The unique V4 cruiser
Only one ever made
Honda Magna 750 was the only mainstream V4-engined cruiser ever made by a Japanese factory. Honda Shadow lineage was always V-twin; Yamaha's V-Max was 'muscle bike' not cruiser; Kawasaki Vulcan and Suzuki Intruder were V-twin. The V4 cruiser concept began and ended with the Magna 750.
Why it ended 2003
V-twin cruiser strategy
Honda killed Magna 750 in 2003 to focus cruiser development on Shadow V-twin platforms (VT600, VT750, VT1100, VT1300). V-twin cruisers were the dominant cruiser layout — Harley-Davidson territory — and Honda chose to compete on those terms. V4 cruiser was a niche too far.

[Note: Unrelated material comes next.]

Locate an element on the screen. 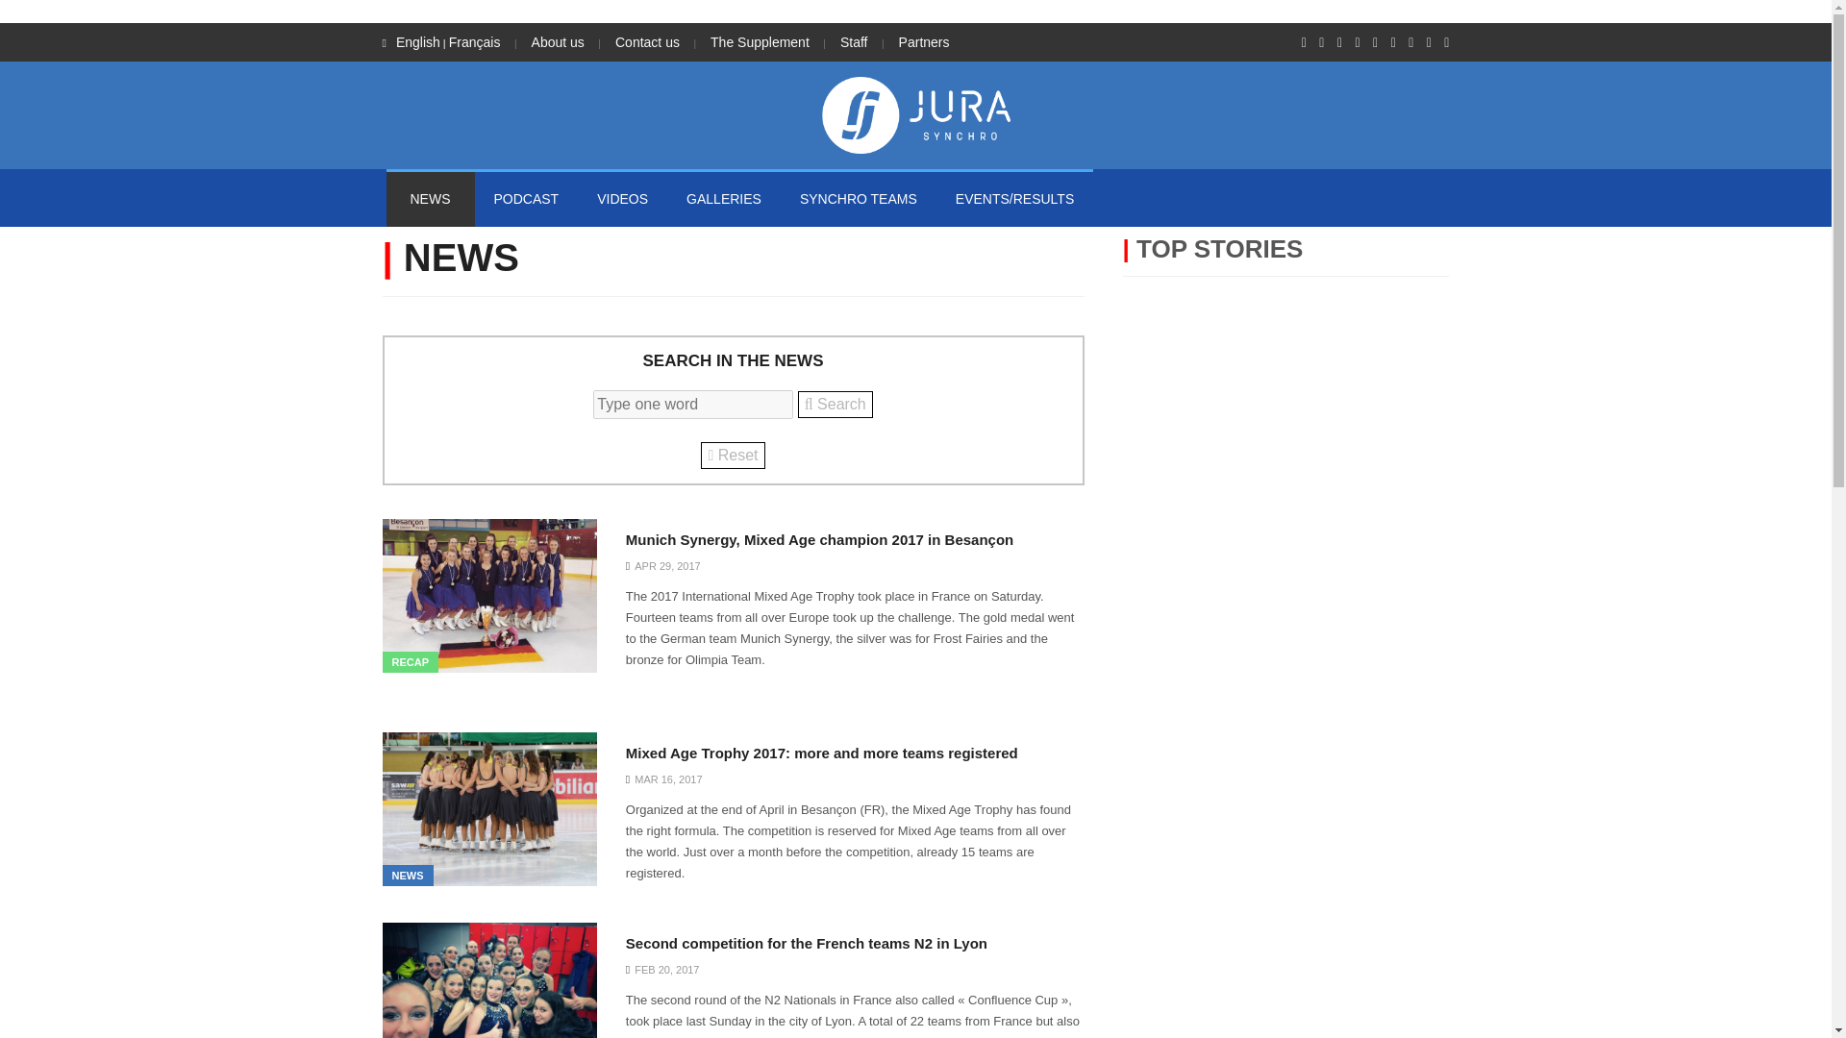 The image size is (1846, 1038). English is located at coordinates (418, 42).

vs Honda Rebel 1100 in 2026
Different engine concept
Rebel 1100 (1084cc parallel-twin, 86bhp): modern, electronic, A2-friendly, £8,499. Magna 750 (748cc V4, 87bhp): traditional, analogue, V4-character, £2.2-4k used. Different engine concepts entirely. Magna 750 has unique V4 character (rare in cruisers); Rebel 1100 is mainstream modern cruiser.
Real cost trajectory
−39% real (vs Rebel 1100)
£6,999 Magna 750 in 1996 (£14,000 today) → £8,499 Rebel 1100 in 2026. Significantly cheaper in real terms. Modern Rebel 1100 has more rider aids (cornering ABS, optional DCT auto-clutch). Used market in 2026: Magna 750 £2.2-4k for clean low-mile.
Rider aids count
0
Magna 750 had nothing — analogue dials, carb-fed, no electronics. Pure 1990s Honda V4 cruiser experience.
Cheapest way in
£2.2k
A clean Magna 750 from 1995-2000. 87bhp 90° V4 (VFR750-derived), low 28-inch seat, chain drive, classic Honda V4 character. The cheapest path to a Honda V4 — and the only V4 cruiser ever made. Pay attention to carb sync, reg/rec, stator condition, cam chain tensioner.
Why riders love it
Unique V4 character
Magna 750's appeal: 90° V4 character (smooth high-rpm power, four-cylinder character) in cruiser ergonomics. Nothing else like it on the market. Cult following among V4 enthusiasts who want cruiser comfort. Used market is thin — bikes don't come up often, and when they do they sell quickly.